Gorgeous found photographs -- developed film from vintage cameras:
The pages below show prints I made from processing film I found in old cameras. In many cases the exposed films were over fifty years old. You are seeing them for the first time as they were lost by the photographers that took these images.
I'm sort of surprised the chin scrape is not more common. Fully half the men I have ever met have a scar on or just under the points of their chins (this is less common among women, who apparently do not get caught up in horse-falls or explosions nearly as much). Also, unlike a fat lip, it's pretty easy to draw on for the movies.
I do sometimes see scrapes along the plane of a cheekbone, when the possessor of the face in question is especially cheekbonealicious. It makes me laugh and laugh, as if people only injure their faces along that one plane, like being stuffed into a deli slicer.
Fully half the men I have ever met have a scar on or just under the points of their chins (this is less common among women, who apparently do not get caught up in horse-falls or explosions nearly as much)
I have two (scars, not horse-falls or explosions), but neither of them would be visible, so they're of no real value in a movie.
I do sometimes see scrapes along the plane of a cheekbone, when the possessor of the face in question is especially cheekbonealicious. It makes me laugh and laugh, as if people only injure their faces along that one plane, like being stuffed into a deli slicer.
Well, the reason you see the brow stuff is because the skin splits much more easily if there's bone right underneath. I'm not going to get those sorts of scrapes anywhere lower on unless I'm going against something very rough, but someone with magnificent cheekbones will definitely be more likely. Especially if you have time to reflexively turn and protect the nose.
I have a chickenpox scar on my eyebrow. NSM with the dashing.
God, I wish today were done.
Like how action heroes have artistic cuts through eyebrows
I have one of those. Not from anything particularly action-oriented. Or artistic, for that matter.
If you're cutting stuff out of your diet to test its effects on migraines, how long do you have to go to make sure it's effective? A week? Two weeks? Month? Three months?
My nutritionist wants to do an elimination diet to check for food sensitivities with me at some point, that involves cutting out all the potential trigger foods for two weeks, then taking the time to reintroduce them one by one back into my system to see how I react to them. It's not for migraines though.
cutting out all the potential trigger foods for two weeks
That sounds reasonable (if torturous). I'm going to start with chocolate -- that's how bad a mood I'm in.
I have a scar on my forehead from being dropped on my head as a baby. By my sister. Who still laughs about it.
Fully half the men I have ever met have a scar on or just under the points of their chins (this is less common among women, who apparently do not get caught up in horse-falls or explosions nearly as much)
I thought this was very common for men and women, because of the bone and skin interaction ita mentioned. I know I have one, and I can think of at least 4 other women I know who do as well. I got mine falling out of bed when I was 4 or so.
tommyrot, allyson, jesse, ginger, etc... thanks.
IT guy fixed it. Said its possible the thing was already sitting here. No one is mad.
If the rider falls and breaks his neck that could be pretty instant and you could describe the sadly gruesome angle of his head. It doesn't have to be that bad a fall for him to land wrong, he just needs to get caught on something.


EXERCISE REQUIREMENTS
Print each entry in full, word for word, with no pictures in the result.

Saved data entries
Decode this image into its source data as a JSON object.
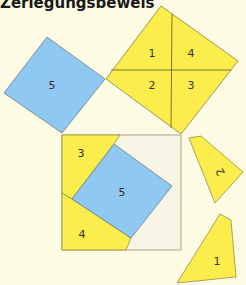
{
  "title": "Zerlegungsbeweis",
  "colors": {
    "background": "#fdfbe3",
    "yellow": "#fbee4c",
    "blue": "#8fc8f0",
    "frame_fill": "#f7f5e6",
    "stroke": "#8a8040"
  },
  "labels": {
    "top_square": [
      "1",
      "4",
      "2",
      "3"
    ],
    "left_square": "5",
    "frame_piece_3": "3",
    "frame_piece_5": "5",
    "frame_piece_4": "4",
    "loose_piece_2": "2",
    "loose_piece_1": "1"
  }
}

RESPONSE TO THIS EXERCISE
Decode this image into its source data as a JSON object.
{
  "title": "Zerlegungsbeweis",
  "colors": {
    "background": "#fdfbe3",
    "yellow": "#fbee4c",
    "blue": "#8fc8f0",
    "frame_fill": "#f7f5e6",
    "stroke": "#8a8040"
  },
  "labels": {
    "top_square": [
      "1",
      "4",
      "2",
      "3"
    ],
    "left_square": "5",
    "frame_piece_3": "3",
    "frame_piece_5": "5",
    "frame_piece_4": "4",
    "loose_piece_2": "2",
    "loose_piece_1": "1"
  }
}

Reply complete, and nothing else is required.